To prevent confusion, I will highlight the definition of the verb ban from Google:
officially or legally prohibit (something).
The Lebanese American University's libraries (largest libraries in the Middle East with over 350,000 books) provide the book. Searching the catalog here with the phrase "The diary of Anne Frank" (or The Diary of a Young Girl) will return results, and the book is currently available for loan to currently enrolled students:
Moving on to Antoine Online, the e-commerce platform of the Lebanese-based Library Antoine, does provide the book:
In Addition, Maliks, a bookstore founded in 1998 with many branches in Lebanon, provides the book 'offline' [buy it in store] to anyone at a great price.
What is more surprising is the WSJ's article Why Jane Fonda Is Banned in Beirut which started with:
A professor at the American University here recently ordered copies of "The Diary of Anne Frank" for his classes, only to learn that the book is banned.
That is extremely odd because the American University of Beirut does provide the book offline for students:
The Wall Street Journal article is an example of bad journalism because it doesn't provide any source for its news and concludes that this book is banned in Lebanon just because of Dr. Marling's bad anecdotal experience.
Furthermore, instead of providing evidence of the banning of the book, the article uses the red-herring fallacy by talking about copyright laws in Lebanon to distract the audience.
Now, that this answer has demonstrated that the book available for purchase or loan in Lebanon. The next question would be, is there a ban that is widely ignored? In other words, is the book "officially or legally prohibited"?
Censorshiplebanon.org, link provided in your question, cites the book as banned by Hezbollah.
Huffingtonpost.com, link provided in your question, cites Hezbollah as the banner too.
Dailystar.com.lb seems to be the originator of this piece of news. Huffington Post and other news articles all quote this as the originator of this news. http://www.ynetnews.com/ also plagiarized Daily Star's article.
So, ignoring Dr. Marling's bad anecdotal experience, online articles seem to be claiming that a ban occurred by Hezbollah.
Moving on, DailyStar's article is extremely misleading, its title is:
Anne Frank diary censored from Beirut school textbooks for 'Zionist' material
A rational person would understand the title as "Anne Frank diary got banned in Beirut schools".
But in fact, the article just talks about how just one school banned the textbook, and not because of a ban by Hezbollah, but because of the result of a campaign by Hezbollah:
Anne Frank’s diary has been censored out of a school textbook in Lebanon following a campaign by Hizbullah claiming the classic work promotes Zionism.

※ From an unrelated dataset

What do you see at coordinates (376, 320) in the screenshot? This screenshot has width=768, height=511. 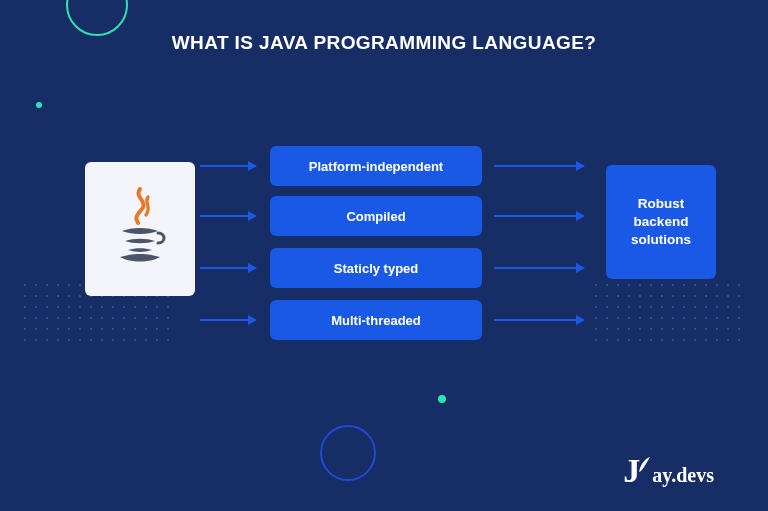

The most fit article of the event is one by the THE JEWISH CHRONICLE ONLINE titled:
Lebanon school bans 'Zionist' Anne Frank
And said:
A Beirut school has removed a textbook containing excerpts of The Diary of Anne Frankfrom its syllabus after Hizbollah claimed it promotes Zionism.
Moreover, for a ban to occur officially in Lebanon, you need the Directorate General of General Security to issue the ban and not just one political party like Hezbollah, quote:
Censorship controls over literary and artistic works and publications in Lebanon
today fall under the jurisdiction of the Directorate General of General Security.
Sure, there is a possibility that Hezbollah banned this book, the Virtual Museum of Censorship reported, but Hezbollah has 12 seats out of 126 in the Lebanese Parliament. The terrorist-labelled political party Hezbollah funded by Iran is a "state within a state", the organization has its own territory, TV station and military. It can ban be the book in its territory, formerly known as al-Dahiya al-Janubiya, but not in the whole of Lebanon.
Conclusion: There doesn't seem to be any evidence online or offline suggesting that there is ban of "The Diary of Anne Frank" book in the whole of Lebanon, The Virtual Museum of Lebanon lists the book as banned by Hezbollah but the terrorist-labelled political party Hezbollah can urge or force its supporters and schools to stop using the book but they cannot ban the book in the country. The top academic institutions and top libraries will continue loaning and selling the book.